At issue was a temporary driveway, allowing for emergency vehicle access, the school had built through a residential property near the site.
The day the work ban was lifted, Utah Charter Academies Chairman Brad Findlay wrote to the state Charter School Board and again pressed the issue of eminent domain.
School administrators had done everything right, he said, but ideological opposition was threatening the opening of a high school campus.
"The Draper situation is becoming critical in terms of completing the project on time and we are worried about how these types of headlines will impact enrollment," Findlay wrote April 4. "Our adversaries are spreading the narrative that APA has ignored the appropriate construction processes and that we are bending rules."
But school board emails show that long before work was stopped in March, APA had failed to secure the necessary approval to begin construction.
Dickson, the state superintendent, wrote March 31 that APA was unable to produce documentation that the state school board had signed off on its plans, a requirement for charter construction.
"We couldn't find any evidence that permission to begin construction on the building was ever given, and in fact, found the contrary," Dickson wrote March 31. "The Board has options for dealing with APA constructing without permits, should you choose to do so."
The charter school's contractor, Ed McDonald, also acknowledged the oversight in a March 31 email to Jenefer Youngfield, construction and facility specialist for the Utah Board of Education.
"I was not aware that the USBOE issued a permit until it was brought to my attention in mid-February," McDonald wrote.
Findlay said the Draper construction followed the same process and practices as APA's six existing schools.

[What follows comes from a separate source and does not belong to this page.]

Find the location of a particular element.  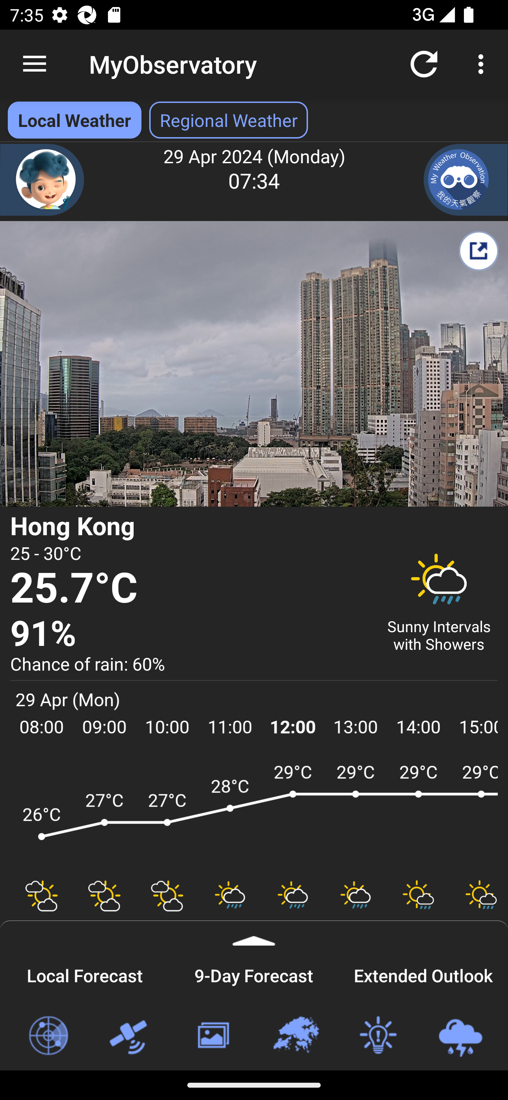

The missing permits, he said, were never obtained during those previous projects, but construction was allowed to continue.
"We proceeded with the exact same approval letters," Findlay said. "I have suppositions, but that would just be speculation."
He also questioned the school board's insistence that APA's emergency access lane be completed before construction on the high school building, comparing the order to when a residential home and driveway are built.
"In this case, we were required to put the driveway in before we built the house," he said. "It made no sense but all of the sudden, for some reason, that's what happened."
Findlay maintains that APA rightfully owns the land along 11950 South and should be granted access. Chon ruled against the school in March, and last week the school's appeal was denied.
Price, the property owner, has declined to comment on the litigation, but his lawyers argue that mixing school and industrial park traffic would be unsafe.
"You tell me who's pigheaded and stubborn in this. Is it the school?" Findlay said. "We've totally been stymied by a private developer that simply doesn't want a public school to get access to a public road."
Jones said the board's requirement that an emergency access be built was due to the fact that an elementary and middle school currently operate adjacent to the construction site.
While Utah Charter Academies continues to press the eminent domain issue, Jones said the board's concerns were resolved by the demolition of a nearby home to create a secondary access point to APA property.
But Lear said it is not yet clear the charter school has updated its plans for parking, traffic and vehicle access in anticipation of a high school expansion.
"The nature of a high school is so different than a school with nondrivers in it," she said.
The school's current layout, with a single driveway connecting to Lone Peak Parkway, has been a source of frustration for community members as near-daily traffic congestion during the school year clogs roads during drop-off and pickup hours.
Homeowners launched a "Shame On APA" website and hung a banner from a nearby property, which led to the school erecting what was described as a "spite fence" to block the banner from view.
As recently as early April, some members of the Utah Board of Education advocated for a complete shutdown of school construction until concerns could be resolved.
"The people of Draper deserve to be treated justly," Riebe wrote April 5. "The whole plan should go back to review."